Several longitudinal studies have followed cohorts of children from birth for as long as 20 yr and examined the relationship between BLLs and cognitive test scores over time. In general, there is agreement that BLLs, expressed as either a level obtained at around 2 yr of age or a measure that integrates multiple BLLs drawn from a subject over time, are inversely related to cognitive test scores. On average, for each 1-µg/dL elevation in BLL the cognitive score is approximately 0.25-0.50 points lower. Because the BLLs from early childhood are predictors of the cognitive test results performed years later, this finding implies that the effects of lead can be permanent. Concurrent testing of lead levels and cognition sometimes also shows an association.

The effect of in utero lead exposure is less clear. Scores on the Bayley Scale of Mental Development were obtained repeatedly every 6 mo for the first 2 yr of life in a cohort of infants born to middle-class families.

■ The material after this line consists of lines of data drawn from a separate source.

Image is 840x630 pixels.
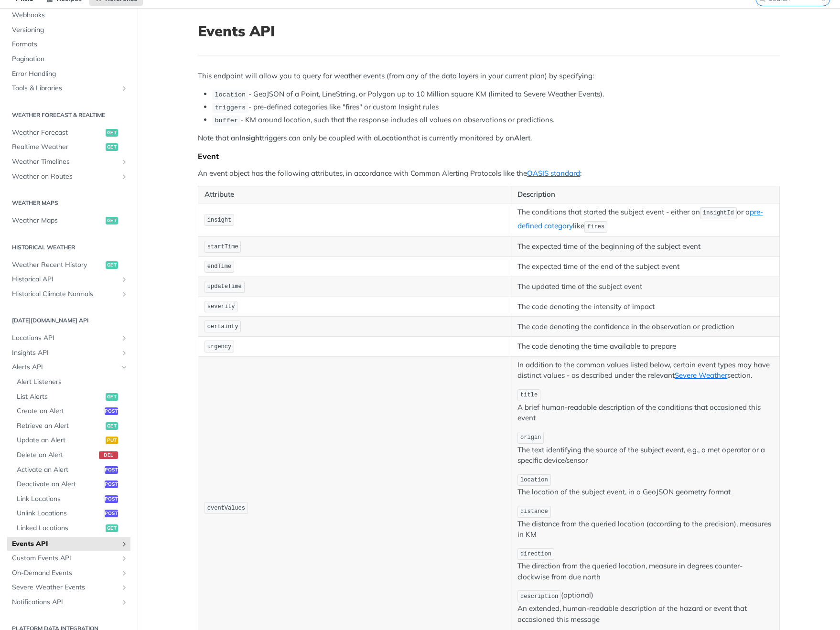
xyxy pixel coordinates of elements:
a: Versioning [7,23,130,37]
button: Show subpages for Weather on Routes [120,173,128,180]
span: post [104,481,118,488]
a: Pagination [7,52,130,67]
a: Error Handling [7,67,130,81]
a: Linked Locationsget [12,521,130,536]
p: The updated time of the subject event [518,282,773,293]
span: location [214,91,245,98]
p: The expected time of the end of the subject event [518,261,773,272]
span: get [106,422,118,430]
li: - pre-defined categories like "fires" or custom Insight rules [212,102,780,113]
span: Severe Weather Events [12,583,118,592]
span: Alert Listeners [17,377,128,387]
span: Activate an Alert [17,466,102,475]
p: The distance from the queried location (according to the precision), measures in KM [518,505,773,540]
a: Tools & LibrariesShow subpages for Tools & Libraries [7,81,130,96]
a: Alerts APIHide subpages for Alerts API [7,360,130,374]
a: List Alertsget [12,390,130,404]
span: del [99,451,118,459]
p: This endpoint will allow you to query for weather events (from any of the data layers in your cur... [198,71,780,82]
a: Link Locationspost [12,492,130,506]
a: Weather Mapsget [7,214,130,228]
span: get [106,393,118,401]
a: Activate an Alertpost [12,463,130,477]
button: Show subpages for Historical API [120,276,128,283]
span: description [520,593,558,600]
button: Show subpages for On-Demand Events [120,569,128,577]
button: Show subpages for Tools & Libraries [120,85,128,92]
h2: Historical Weather [7,243,130,252]
span: urgency [207,343,231,350]
span: Versioning [12,25,128,35]
button: Show subpages for Weather Timelines [120,158,128,166]
p: The expected time of the beginning of the subject event [518,241,773,252]
p: Note that an triggers can only be coupled with a that is currently monitored by an . [198,133,780,144]
span: List Alerts [17,392,104,402]
p: The text identifying the source of the subject event, e.g., a met operator or a specific device/s... [518,431,773,466]
span: Weather Recent History [12,261,104,270]
strong: Alert [514,133,530,143]
button: Hide subpages for Alerts API [120,364,128,371]
button: Show subpages for Locations API [120,335,128,342]
span: Linked Locations [17,524,104,533]
a: OASIS standard [527,169,580,177]
a: Weather Forecastget [7,126,130,140]
span: endTime [207,264,231,270]
span: origin [520,434,541,441]
a: Alert Listeners [12,375,130,390]
span: put [106,437,118,445]
span: startTime [207,243,238,251]
div: Event [198,151,780,161]
span: direction [520,551,551,558]
strong: Location [378,133,406,143]
span: Link Locations [17,495,102,504]
a: Custom Events APIShow subpages for Custom Events API [7,551,130,566]
strong: Insight [240,133,262,143]
a: Update an Alertput [12,433,130,448]
p: An event object has the following attributes, in accordance with Common Alerting Protocols like t... [198,168,780,179]
li: - KM around location, such that the response includes all values on observations or predictions. [212,114,780,126]
span: Webhooks [12,11,128,20]
span: Tools & Libraries [12,83,118,93]
a: Historical APIShow subpages for Historical API [7,272,130,287]
span: Events API [12,539,118,549]
p: The code denoting the intensity of impact [518,301,773,312]
span: Formats [12,40,128,49]
a: Insights APIShow subpages for Insights API [7,346,130,360]
a: Severe Weather [675,371,727,380]
span: triggers [214,104,245,112]
a: Events APIShow subpages for Events API [7,537,130,551]
span: insight [207,217,231,224]
button: Show subpages for Events API [120,540,128,548]
span: post [104,495,118,503]
span: On-Demand Events [12,568,118,578]
p: A brief human-readable description of the conditions that occasioned this event [518,388,773,424]
button: Show subpages for Severe Weather Events [120,584,128,592]
h2: Weather Maps [7,198,130,207]
a: Notifications APIShow subpages for Notifications API [7,595,130,610]
a: Retrieve an Alertget [12,419,130,433]
span: severity [207,303,235,310]
span: Deactivate an Alert [17,479,102,490]
p: (optional) An extended, human-readable description of the hazard or event that occasioned this me... [518,589,773,625]
a: Create an Alertpost [12,404,130,419]
span: certainty [207,324,238,330]
span: get [106,261,118,269]
a: Unlink Locationspost [12,506,130,521]
a: Deactivate an Alertpost [12,477,130,492]
span: insightId [703,210,734,217]
span: Weather Forecast [12,128,104,138]
span: location [520,476,548,484]
span: post [104,466,118,474]
span: Update an Alert [17,436,104,445]
p: In addition to the common values listed below, certain event types may have distinct values - as ... [518,360,773,381]
span: Realtime Weather [12,143,104,152]
button: Show subpages for Insights API [120,349,128,357]
span: Delete an Alert [17,450,96,460]
p: Attribute [204,189,505,200]
a: Realtime Weatherget [7,140,130,154]
h2: [DATE][DOMAIN_NAME] API [7,316,130,325]
span: Retrieve an Alert [17,421,104,431]
span: Historical Climate Normals [12,290,118,299]
span: buffer [214,117,238,125]
span: distance [520,508,548,515]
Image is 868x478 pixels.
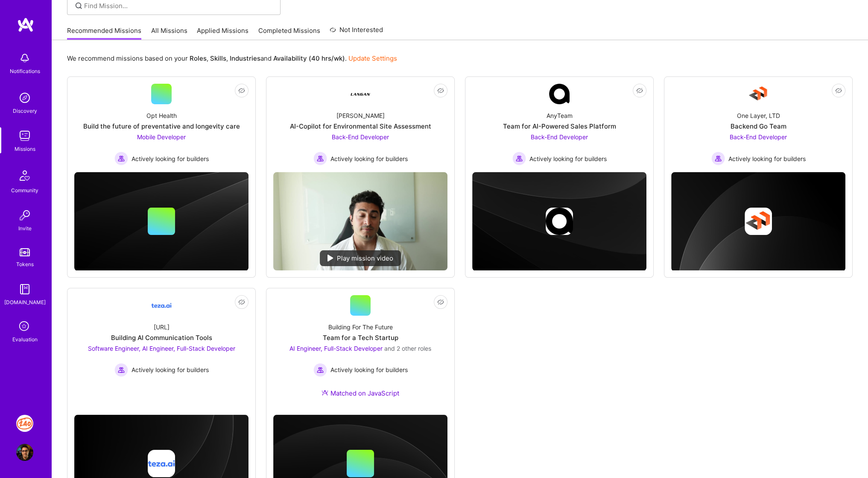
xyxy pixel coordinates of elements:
[19,248,30,256] img: tokens
[16,280,34,298] img: guide book
[16,414,34,432] img: J: 240 Tutoring - Jobs Section Redesign
[16,259,34,269] div: Tokens
[147,450,175,477] img: Company logo
[16,127,34,145] img: teamwork
[17,17,34,33] img: logo
[329,25,383,40] a: Not Interested
[67,26,142,40] a: Recommended Missions
[18,224,32,233] div: Invite
[151,26,188,40] a: All Missions
[13,106,38,116] div: Discovery
[16,49,34,66] img: bell
[16,443,34,461] img: User Avatar
[14,166,35,186] img: Community
[16,206,34,224] img: Invite
[12,186,39,195] div: Community
[197,26,249,40] a: Applied Missions
[258,26,320,40] a: Completed Missions
[14,414,36,432] a: J: 240 Tutoring - Jobs Section Redesign
[16,319,33,334] i: icon SelectionTeam
[16,90,34,106] img: discovery
[14,145,36,153] div: Missions
[14,443,36,461] a: User Avatar
[13,334,38,344] div: Evaluation
[4,298,45,306] div: [DOMAIN_NAME]
[10,66,40,75] div: Notifications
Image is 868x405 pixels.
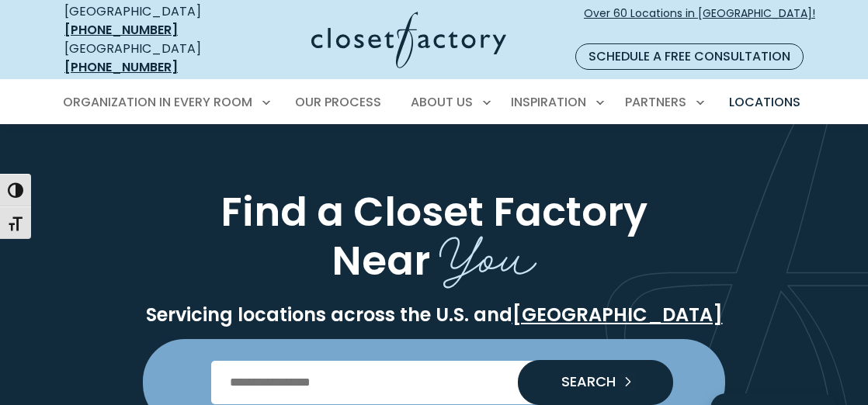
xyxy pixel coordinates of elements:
input: Enter Postal Code [211,361,657,404]
a: [PHONE_NUMBER] [64,21,178,39]
p: Servicing locations across the U.S. and [75,304,792,327]
a: [PHONE_NUMBER] [64,58,178,76]
span: Partners [625,93,686,111]
button: Search our Nationwide Locations [518,361,673,405]
span: You [440,211,536,294]
span: Locations [729,93,800,111]
div: [GEOGRAPHIC_DATA] [64,3,233,39]
nav: Primary Menu [52,81,816,125]
span: Over 60 Locations in [GEOGRAPHIC_DATA]! [583,5,815,38]
span: Find a Closet Factory [220,184,647,240]
span: Organization in Every Room [63,93,252,111]
span: About Us [411,93,473,111]
a: [GEOGRAPHIC_DATA] [512,302,723,327]
a: Schedule a Free Consultation [575,44,804,70]
span: Our Process [295,93,381,111]
span: Near [332,233,430,289]
span: Inspiration [511,93,586,111]
span: SEARCH [548,375,616,389]
img: Closet Factory Logo [311,11,506,68]
div: [GEOGRAPHIC_DATA] [64,39,233,77]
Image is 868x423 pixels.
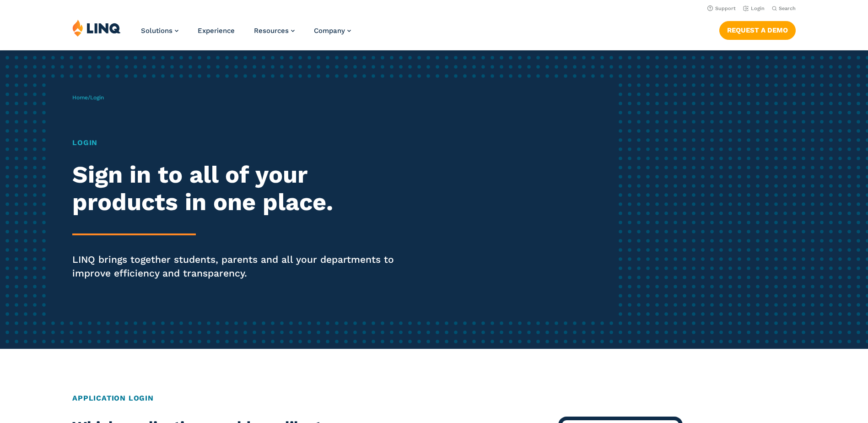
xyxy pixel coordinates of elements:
[720,21,796,40] a: Request a Demo
[314,26,351,34] a: Company
[141,26,172,34] span: Solutions
[254,26,295,34] a: Resources
[314,26,346,34] span: Company
[773,5,796,11] button: Open Search Bar
[254,26,289,34] span: Resources
[720,19,796,40] nav: Button Navigation
[708,5,736,11] a: Support
[779,5,796,11] span: Search
[198,26,235,34] a: Experience
[72,94,104,101] span: /
[72,19,121,36] img: LINQ | K‑12 Software
[72,161,407,215] h2: Sign in to all of your products in one place.
[72,94,88,101] a: Home
[141,19,351,49] nav: Primary Navigation
[72,253,407,280] p: LINQ brings together students, parents and all your departments to improve efficiency and transpa...
[72,137,407,148] h1: Login
[141,26,179,34] a: Solutions
[743,5,765,11] a: Login
[72,392,796,404] h2: Application Login
[90,94,104,101] span: Login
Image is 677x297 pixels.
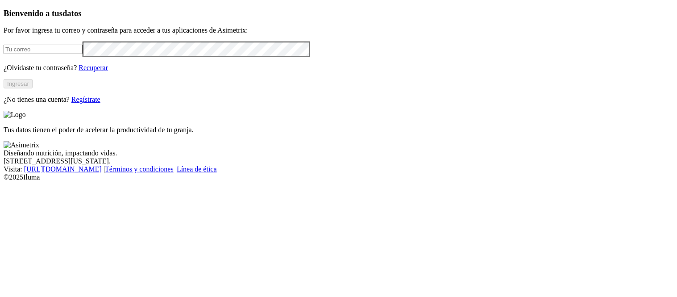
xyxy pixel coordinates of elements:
[4,95,673,103] p: ¿No tienes una cuenta?
[4,157,673,165] div: [STREET_ADDRESS][US_STATE].
[4,45,83,54] input: Tu correo
[105,165,173,173] a: Términos y condiciones
[4,149,673,157] div: Diseñando nutrición, impactando vidas.
[71,95,100,103] a: Regístrate
[4,8,673,18] h3: Bienvenido a tus
[4,173,673,181] div: © 2025 Iluma
[24,165,102,173] a: [URL][DOMAIN_NAME]
[177,165,217,173] a: Línea de ética
[78,64,108,71] a: Recuperar
[4,126,673,134] p: Tus datos tienen el poder de acelerar la productividad de tu granja.
[4,79,33,88] button: Ingresar
[4,26,673,34] p: Por favor ingresa tu correo y contraseña para acceder a tus aplicaciones de Asimetrix:
[4,141,39,149] img: Asimetrix
[62,8,82,18] span: datos
[4,165,673,173] div: Visita : | |
[4,64,673,72] p: ¿Olvidaste tu contraseña?
[4,111,26,119] img: Logo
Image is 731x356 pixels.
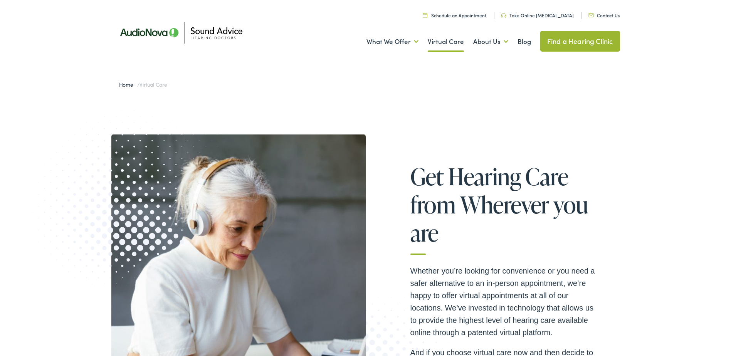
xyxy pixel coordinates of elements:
a: Contact Us [588,12,619,18]
span: you [553,192,588,217]
span: Care [525,164,568,189]
span: are [410,220,438,245]
span: Wherever [460,192,549,217]
a: Blog [517,27,531,56]
a: Schedule an Appointment [422,12,486,18]
a: Find a Hearing Clinic [540,31,620,52]
img: Icon representing mail communication in a unique green color, indicative of contact or communicat... [588,13,593,17]
span: Hearing [448,164,521,189]
a: Take Online [MEDICAL_DATA] [501,12,573,18]
span: Virtual Care [139,80,167,88]
p: Whether you’re looking for convenience or you need a safer alternative to an in-person appointmen... [410,265,595,339]
a: What We Offer [366,27,418,56]
a: Home [119,80,137,88]
span: / [119,80,167,88]
span: from [410,192,456,217]
a: About Us [473,27,508,56]
img: Graphic image with a halftone pattern, contributing to the site's visual design. [15,87,218,296]
img: Calendar icon in a unique green color, symbolizing scheduling or date-related features. [422,13,427,18]
a: Virtual Care [427,27,464,56]
span: Get [410,164,444,189]
img: Headphone icon in a unique green color, suggesting audio-related services or features. [501,13,506,18]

Results correlated inversely with cord BLL, a measure of in utero exposure, but not with BLLs obtained concurrently at the time of developmental testing. However, after 2 yr of age, all other cognitive tests performed on the cohort over the next 10y r correlated with the BLLs at age 2 yr but not with cord BLLs, indicating that the effects of prenatal lead exposure on brain function were superseded by early childhood events and later BLLs. Later studies performed in cohorts of Mexican children monitored from the prenatal period confirms the association between in utero lead exposure and later cognitive outcomes. No threshold for BLL was identified in these studies; maternal blood lead levels between 0 and 10 µg/dL even as early as the first trimester were associated with about a 6-point drop in cognitive test score results when the children were tested up to age 10 yr.

An intervention study, in which moderately lead-poisoned children with initial BLLs 20-55 µg/dL were aggressively managed over 6 mo, addressed the issue of the effects of treatment on cognitive development. Components of treatment included education regarding sources of lead and its abatement, nutritional guidance, multiple home and clinic visits, and, for a subset, chelation therapy. Average BLLs declined and cognitive scores were inversely related to the change in BLL. For every 1-µg/dL fall in BLL, cognitive scores were 0.25 point higher.